Convention over, Mass. delegates head home with confidence

By John McElhenny, Associated Press, 08/18/00

LOS ANGELES -- Energized by a week of party-building in the California sun, Massachusetts delegates headed home Friday to try to repeat the Democrats' electoral successes in Massachusetts in 1992 and 1996.

"Now we go home and go to work," said Edward Collins Jr., a labor representative from Springfield. "I don't envision this being a Herculean task in Massachusetts."

Bill Clinton carried Massachusetts and the other five New England states in 1992 and 1996. Perhaps more ominously for Texas Gov. George W. Bush -- the Republicans' nominee -- his rival, John McCain, won this year's primaries in Massachusetts and four of the region's five other states.

Some predicted that Gore's choice for vice president, Connecticut Sen. Joseph I. Lieberman, would help even more in neighboring Massachusetts.

Bay State Republicans say Clinton won easily in Massachusetts in 1996 because Republican candidate, Bob Dole, spent little time or money in the state. Bush has already pledged to campaign in Massachusetts, they say.

Massachusetts state Rep. Rachel Kaprielian, D-Watertown, said the Bay State, with its liberal-centrist attitudes, isn't fertile ground for the Bush campaign.

"There's not a strong connection to George W. Bush and his policies," Kaprielian said.

The state's Democratic leaders, secure in Gore's hold on the state, were already discussing at the convention this week the possibility of sending Massachusetts party activists to more tightly contested states, such as Pennsylvania, Ohio, New Jersey.

Democrats were riding high after Gore's acceptance speech Thursday night, a 51-minute speech that was filled with specific policy proposals.

"America wanted to hear the substance," said Susan Shaer, executive director of Women's Action for New Directions, a women's peace organization. "They wanted Al Gore to be his own man and he declared that in spades."

Some observers called it a "populist" speech because of the many references to "working families" and Gore's repeated pledge "to fight for the people, not the powerful."

"It's populism, and populism is powerful," said Shaer, a delegate from Arlington, Mass. "That's always been our tradition in Massachusetts."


--- Exercise ---
Copy out once more, exactly, the line with "Identify *human arm*" and all the lines after it, up to the last line of the data.

--- Input for this task ---
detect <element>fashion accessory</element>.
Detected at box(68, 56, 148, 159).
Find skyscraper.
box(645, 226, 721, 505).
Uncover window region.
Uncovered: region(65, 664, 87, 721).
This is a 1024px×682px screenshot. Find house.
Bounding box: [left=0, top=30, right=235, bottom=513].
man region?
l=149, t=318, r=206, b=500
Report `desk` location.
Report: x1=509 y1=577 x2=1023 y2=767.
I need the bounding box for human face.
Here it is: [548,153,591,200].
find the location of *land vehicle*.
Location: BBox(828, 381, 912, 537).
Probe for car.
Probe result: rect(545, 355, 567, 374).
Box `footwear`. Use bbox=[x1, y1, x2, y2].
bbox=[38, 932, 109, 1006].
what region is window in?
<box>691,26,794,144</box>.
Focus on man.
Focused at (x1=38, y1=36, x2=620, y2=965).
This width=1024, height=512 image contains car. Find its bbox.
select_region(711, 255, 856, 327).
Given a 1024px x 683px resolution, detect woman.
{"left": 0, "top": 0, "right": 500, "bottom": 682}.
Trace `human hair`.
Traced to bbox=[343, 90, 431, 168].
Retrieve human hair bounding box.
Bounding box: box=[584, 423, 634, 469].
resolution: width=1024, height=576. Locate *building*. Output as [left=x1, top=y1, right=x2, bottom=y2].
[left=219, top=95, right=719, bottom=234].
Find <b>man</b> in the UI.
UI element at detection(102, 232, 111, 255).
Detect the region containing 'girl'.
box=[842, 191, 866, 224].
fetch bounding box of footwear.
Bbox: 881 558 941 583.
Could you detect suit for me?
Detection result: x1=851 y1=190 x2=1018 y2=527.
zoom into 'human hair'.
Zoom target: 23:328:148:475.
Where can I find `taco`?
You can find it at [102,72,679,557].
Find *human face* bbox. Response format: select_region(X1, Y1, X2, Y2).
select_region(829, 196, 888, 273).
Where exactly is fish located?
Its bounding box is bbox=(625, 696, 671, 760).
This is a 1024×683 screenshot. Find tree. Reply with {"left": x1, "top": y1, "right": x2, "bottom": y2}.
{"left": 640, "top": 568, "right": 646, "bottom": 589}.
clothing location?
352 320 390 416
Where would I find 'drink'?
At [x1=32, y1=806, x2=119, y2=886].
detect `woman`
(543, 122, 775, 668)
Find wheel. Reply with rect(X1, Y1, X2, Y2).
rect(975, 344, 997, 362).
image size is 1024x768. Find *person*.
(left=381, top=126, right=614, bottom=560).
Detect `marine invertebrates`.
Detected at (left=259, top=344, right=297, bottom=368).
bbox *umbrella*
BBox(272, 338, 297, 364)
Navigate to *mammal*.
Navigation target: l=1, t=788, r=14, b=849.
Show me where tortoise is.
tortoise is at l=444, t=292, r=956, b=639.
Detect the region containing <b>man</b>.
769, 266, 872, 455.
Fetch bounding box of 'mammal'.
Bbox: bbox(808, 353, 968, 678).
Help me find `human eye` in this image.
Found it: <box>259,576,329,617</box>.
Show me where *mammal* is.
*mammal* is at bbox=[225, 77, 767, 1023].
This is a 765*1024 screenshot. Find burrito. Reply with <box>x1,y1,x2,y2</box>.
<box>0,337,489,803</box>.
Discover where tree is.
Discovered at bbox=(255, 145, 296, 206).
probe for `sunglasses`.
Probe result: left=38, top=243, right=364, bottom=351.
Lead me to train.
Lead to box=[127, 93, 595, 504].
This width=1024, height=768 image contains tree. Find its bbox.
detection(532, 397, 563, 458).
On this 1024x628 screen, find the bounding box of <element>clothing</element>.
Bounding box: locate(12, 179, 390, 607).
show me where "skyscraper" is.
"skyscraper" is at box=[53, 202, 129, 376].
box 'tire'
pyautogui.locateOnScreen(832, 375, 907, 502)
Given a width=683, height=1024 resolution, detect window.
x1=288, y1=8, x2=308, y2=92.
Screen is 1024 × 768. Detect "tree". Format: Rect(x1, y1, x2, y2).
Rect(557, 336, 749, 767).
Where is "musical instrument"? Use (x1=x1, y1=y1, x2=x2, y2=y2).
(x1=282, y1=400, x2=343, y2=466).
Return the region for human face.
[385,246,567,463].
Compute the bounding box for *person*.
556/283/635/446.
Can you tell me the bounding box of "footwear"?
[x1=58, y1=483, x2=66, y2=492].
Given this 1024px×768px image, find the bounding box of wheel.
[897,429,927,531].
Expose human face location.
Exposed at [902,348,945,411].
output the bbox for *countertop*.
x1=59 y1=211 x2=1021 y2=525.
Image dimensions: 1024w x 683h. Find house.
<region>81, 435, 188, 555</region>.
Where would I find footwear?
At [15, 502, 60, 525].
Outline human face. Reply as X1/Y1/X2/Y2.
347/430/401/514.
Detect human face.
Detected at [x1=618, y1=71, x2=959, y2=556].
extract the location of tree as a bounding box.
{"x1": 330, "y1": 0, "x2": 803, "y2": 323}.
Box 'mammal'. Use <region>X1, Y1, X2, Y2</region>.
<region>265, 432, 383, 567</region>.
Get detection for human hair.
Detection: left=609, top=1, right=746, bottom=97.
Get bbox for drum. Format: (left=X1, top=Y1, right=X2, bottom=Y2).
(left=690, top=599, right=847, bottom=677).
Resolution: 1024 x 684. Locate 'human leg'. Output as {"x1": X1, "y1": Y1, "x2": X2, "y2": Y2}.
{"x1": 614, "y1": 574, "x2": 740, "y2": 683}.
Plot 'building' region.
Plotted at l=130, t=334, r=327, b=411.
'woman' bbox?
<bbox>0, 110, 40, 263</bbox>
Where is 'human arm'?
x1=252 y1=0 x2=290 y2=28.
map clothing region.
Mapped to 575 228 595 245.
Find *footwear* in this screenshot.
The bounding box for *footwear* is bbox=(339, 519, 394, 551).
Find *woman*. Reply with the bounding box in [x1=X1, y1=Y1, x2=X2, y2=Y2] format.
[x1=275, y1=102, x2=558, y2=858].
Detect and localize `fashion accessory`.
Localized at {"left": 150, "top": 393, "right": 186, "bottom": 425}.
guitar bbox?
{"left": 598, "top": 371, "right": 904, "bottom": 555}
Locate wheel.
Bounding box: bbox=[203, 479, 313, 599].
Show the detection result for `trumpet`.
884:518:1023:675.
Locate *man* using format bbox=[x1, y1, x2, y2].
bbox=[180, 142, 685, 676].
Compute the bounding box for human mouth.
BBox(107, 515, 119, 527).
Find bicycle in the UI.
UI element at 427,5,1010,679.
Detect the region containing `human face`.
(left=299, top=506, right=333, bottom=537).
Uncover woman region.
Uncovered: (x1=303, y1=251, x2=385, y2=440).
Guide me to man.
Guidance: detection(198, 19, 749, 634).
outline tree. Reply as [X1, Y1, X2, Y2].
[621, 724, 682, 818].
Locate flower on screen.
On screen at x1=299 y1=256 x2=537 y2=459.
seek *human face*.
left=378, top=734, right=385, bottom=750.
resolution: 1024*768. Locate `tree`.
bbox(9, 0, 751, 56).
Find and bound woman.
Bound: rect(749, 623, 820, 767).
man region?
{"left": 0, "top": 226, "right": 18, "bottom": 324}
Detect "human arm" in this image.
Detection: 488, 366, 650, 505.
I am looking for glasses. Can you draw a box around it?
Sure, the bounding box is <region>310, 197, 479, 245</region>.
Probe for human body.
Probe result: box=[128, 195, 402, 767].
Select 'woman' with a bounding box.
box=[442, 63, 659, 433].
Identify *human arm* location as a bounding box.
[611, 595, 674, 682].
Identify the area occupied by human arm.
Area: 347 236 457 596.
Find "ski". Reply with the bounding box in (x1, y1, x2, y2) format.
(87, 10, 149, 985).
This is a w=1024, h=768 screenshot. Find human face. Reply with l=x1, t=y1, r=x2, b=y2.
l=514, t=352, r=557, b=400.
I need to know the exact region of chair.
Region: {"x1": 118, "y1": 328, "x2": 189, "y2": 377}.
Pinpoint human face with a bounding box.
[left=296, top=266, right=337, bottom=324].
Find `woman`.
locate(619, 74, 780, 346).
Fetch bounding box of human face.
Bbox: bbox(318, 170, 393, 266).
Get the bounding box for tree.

--- Solution to this problem ---
Identify *human arm* location as a bounding box.
[611, 595, 674, 682].
Identify the area occupied by human arm.
Area: 347 236 457 596.
Find "ski". Reply with the bounding box in (x1, y1, x2, y2) format.
(87, 10, 149, 985).
This is a w=1024, h=768 screenshot. Find human face. Reply with l=x1, t=y1, r=x2, b=y2.
l=514, t=352, r=557, b=400.
I need to know the exact region of chair.
Region: {"x1": 118, "y1": 328, "x2": 189, "y2": 377}.
Pinpoint human face with a bounding box.
[left=296, top=266, right=337, bottom=324].
Find `woman`.
locate(619, 74, 780, 346).
Fetch bounding box of human face.
Bbox: bbox(318, 170, 393, 266).
Get the bounding box for tree.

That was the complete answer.